Analytics in Fusion
Fuel Cycles

The Growing Importance of Supporting Systems

While much of the attention in nuclear fusion has long been focused on core systems, such as plasma physics and magnetic confinement, there is now a clear shift: fuel cycle management is increasing strategic relevance.

Many of the key technical challenges in stellarators, tokamaks, and other fusion concepts have been addressed. Record-breaking results in plasma uptime and Q-values (efficiency and energy gain) demonstrate the progress made in core technologies. But one essential aspect has remained in the background for too long: how is the fuel itself managed?

Real-Time Measurements

Fusion reactors will predominantly use protium or deuterium-tritium (D-T) fuel mixtures. In the case of tritium, the fuel must be generated inside the reactor by harvesting neutrons from lithium-6. Once bred, the gas must be extracted from the reactor along with fusion byproducts, such as helium-3 (³He) and traces of other elements. It then needs to be cleaned, stored, re-mixed, and re-injected into the plasma.

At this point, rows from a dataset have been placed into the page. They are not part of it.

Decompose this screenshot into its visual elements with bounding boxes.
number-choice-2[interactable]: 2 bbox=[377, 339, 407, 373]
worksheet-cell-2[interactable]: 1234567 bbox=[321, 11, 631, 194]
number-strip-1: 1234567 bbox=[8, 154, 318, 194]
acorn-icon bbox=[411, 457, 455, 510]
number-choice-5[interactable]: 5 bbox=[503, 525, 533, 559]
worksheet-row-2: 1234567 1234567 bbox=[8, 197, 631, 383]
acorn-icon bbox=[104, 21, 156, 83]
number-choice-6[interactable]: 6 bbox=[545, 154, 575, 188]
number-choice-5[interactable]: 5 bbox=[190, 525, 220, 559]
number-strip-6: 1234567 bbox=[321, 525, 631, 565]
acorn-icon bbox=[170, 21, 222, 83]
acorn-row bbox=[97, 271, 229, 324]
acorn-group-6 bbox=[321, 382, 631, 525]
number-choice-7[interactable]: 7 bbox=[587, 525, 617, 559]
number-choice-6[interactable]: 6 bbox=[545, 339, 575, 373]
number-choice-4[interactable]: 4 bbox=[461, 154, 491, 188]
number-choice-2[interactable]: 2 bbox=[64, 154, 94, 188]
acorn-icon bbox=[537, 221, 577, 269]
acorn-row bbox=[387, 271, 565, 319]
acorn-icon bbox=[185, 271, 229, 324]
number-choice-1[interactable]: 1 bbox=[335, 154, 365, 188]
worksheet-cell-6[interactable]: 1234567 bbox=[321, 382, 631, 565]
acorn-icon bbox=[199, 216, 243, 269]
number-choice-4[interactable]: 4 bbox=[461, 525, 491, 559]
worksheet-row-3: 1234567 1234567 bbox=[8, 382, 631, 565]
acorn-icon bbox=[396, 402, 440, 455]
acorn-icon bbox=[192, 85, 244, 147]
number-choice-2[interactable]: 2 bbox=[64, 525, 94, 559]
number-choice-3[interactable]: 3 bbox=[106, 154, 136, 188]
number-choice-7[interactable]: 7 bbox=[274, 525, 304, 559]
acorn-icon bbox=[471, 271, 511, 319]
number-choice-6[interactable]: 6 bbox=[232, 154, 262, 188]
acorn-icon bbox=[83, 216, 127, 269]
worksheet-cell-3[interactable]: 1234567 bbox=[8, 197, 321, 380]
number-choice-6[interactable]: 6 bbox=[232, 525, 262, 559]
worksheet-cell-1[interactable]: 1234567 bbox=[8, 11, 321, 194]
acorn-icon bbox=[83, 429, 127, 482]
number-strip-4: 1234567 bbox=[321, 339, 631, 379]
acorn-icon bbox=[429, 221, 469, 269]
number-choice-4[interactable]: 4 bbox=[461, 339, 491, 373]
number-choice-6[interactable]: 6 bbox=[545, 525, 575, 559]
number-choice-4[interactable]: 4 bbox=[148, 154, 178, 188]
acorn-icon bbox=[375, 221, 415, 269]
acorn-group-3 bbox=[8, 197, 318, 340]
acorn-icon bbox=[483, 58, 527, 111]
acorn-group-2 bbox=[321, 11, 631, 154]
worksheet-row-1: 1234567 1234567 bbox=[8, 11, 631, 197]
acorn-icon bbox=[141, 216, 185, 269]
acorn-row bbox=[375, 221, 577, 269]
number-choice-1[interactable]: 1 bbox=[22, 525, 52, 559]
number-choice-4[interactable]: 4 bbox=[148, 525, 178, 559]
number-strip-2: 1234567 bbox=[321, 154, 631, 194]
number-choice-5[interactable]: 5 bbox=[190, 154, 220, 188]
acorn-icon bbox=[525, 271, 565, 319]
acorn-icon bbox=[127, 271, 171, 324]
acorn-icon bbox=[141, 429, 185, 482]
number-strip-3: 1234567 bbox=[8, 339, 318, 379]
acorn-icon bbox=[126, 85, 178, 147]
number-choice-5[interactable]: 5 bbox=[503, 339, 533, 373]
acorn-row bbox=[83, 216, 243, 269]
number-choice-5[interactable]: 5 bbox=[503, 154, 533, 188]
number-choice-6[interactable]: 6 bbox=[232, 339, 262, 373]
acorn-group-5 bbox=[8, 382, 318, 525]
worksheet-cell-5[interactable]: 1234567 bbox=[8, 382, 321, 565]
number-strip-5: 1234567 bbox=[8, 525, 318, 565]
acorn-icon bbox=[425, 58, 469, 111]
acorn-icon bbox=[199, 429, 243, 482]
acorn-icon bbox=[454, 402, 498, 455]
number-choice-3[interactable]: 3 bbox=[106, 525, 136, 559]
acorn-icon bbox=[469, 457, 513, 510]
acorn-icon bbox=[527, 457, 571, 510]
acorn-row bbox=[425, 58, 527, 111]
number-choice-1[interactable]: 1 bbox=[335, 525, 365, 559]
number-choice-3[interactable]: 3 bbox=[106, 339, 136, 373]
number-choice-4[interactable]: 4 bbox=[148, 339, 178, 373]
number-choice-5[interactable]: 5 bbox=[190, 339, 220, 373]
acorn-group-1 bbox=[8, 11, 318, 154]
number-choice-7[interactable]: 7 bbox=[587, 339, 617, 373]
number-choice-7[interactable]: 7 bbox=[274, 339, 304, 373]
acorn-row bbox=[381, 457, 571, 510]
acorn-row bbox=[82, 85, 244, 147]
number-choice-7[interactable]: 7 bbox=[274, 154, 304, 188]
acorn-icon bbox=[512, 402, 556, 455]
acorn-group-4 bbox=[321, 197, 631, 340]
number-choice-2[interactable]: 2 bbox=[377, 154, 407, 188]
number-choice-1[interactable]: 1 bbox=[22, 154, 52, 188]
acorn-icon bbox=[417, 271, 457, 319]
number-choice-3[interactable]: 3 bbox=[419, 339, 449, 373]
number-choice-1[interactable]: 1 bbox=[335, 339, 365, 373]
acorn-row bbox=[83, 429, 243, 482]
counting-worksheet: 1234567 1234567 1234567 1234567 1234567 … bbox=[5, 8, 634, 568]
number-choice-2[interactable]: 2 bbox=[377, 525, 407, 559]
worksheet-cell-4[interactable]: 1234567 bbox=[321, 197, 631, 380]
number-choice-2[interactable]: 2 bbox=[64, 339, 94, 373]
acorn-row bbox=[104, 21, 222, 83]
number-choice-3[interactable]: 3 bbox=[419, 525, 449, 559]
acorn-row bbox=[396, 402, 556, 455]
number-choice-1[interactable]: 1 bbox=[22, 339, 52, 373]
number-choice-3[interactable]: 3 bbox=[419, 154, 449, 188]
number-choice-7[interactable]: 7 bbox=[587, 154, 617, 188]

Depending on the reactor design, the burn-up rate may range between 1–20%, meaning a significant share of the tritium inventory remains in circulation within the fuel loop. For both cost and safety reasons, the goal is to keep this circulating inventory as low as possible, while maintaining sufficient reserves to ensure stable operation.

This highly dynamic process requires real-time analytics. The gas composition must be continuously measured and controlled. Depending on system architecture, the pressure within the fuel loop is in a high vacuum of approximately 10 bar, making analytical precision across conditions essential.

Enabling a Closed Control Loop

A breakthrough solution developed by the Tritium Laboratory at Karlsruhe Institute of Technology (KIT) and now exclusively licensed to smolsys, offers a new level of capability in real-time fuel cycle analytics: the Micro Raman Spectrometer.

This compact “Micro Raman” inline device provides real-time isotopologue differentiation of all six relevant hydrogen pairs (H₂, D₂, T₂, HD, HT, DT), as well as nitrogen detection. It has been successfully deployed in the KATRIN project, currently the world’s largest civilian tritium fuel cycle (40 g turnover of tritium per day), where it operates under varying pressure conditions with sampling intervals measured in seconds and without the need for low-pressure bypasses.

Designed as a Plug & Produce solution, the Micro Raman system delivers actionable data with just three clicks. Its intuitive interface and robust performance make it suitable for industrial environments.

For extended applications, it can be paired with a solid scintillation–based glow sensor, enabling quantification of hydrogen isotopologues even in complex multi-gas mixtures.

Together, these tools enable the automation of a closed control loop in the fuel cycle. This is an essential step toward stable plasma and reactor systems. Without precise, real-time analytics, fluctuations in fuel composition can shorten system lifetime and lead to significant operational costs.

Supporting the Fuel Cycle Infrastructure

Whether for fusion fuel cycle management, research systems, automation, or analytical integration – smolsys provides the infrastructure required for the next generation of fusion systems.

smolsys – the tritium equipment one-stop shop, with its own licensed tritium facility and decades of hands-on expertise.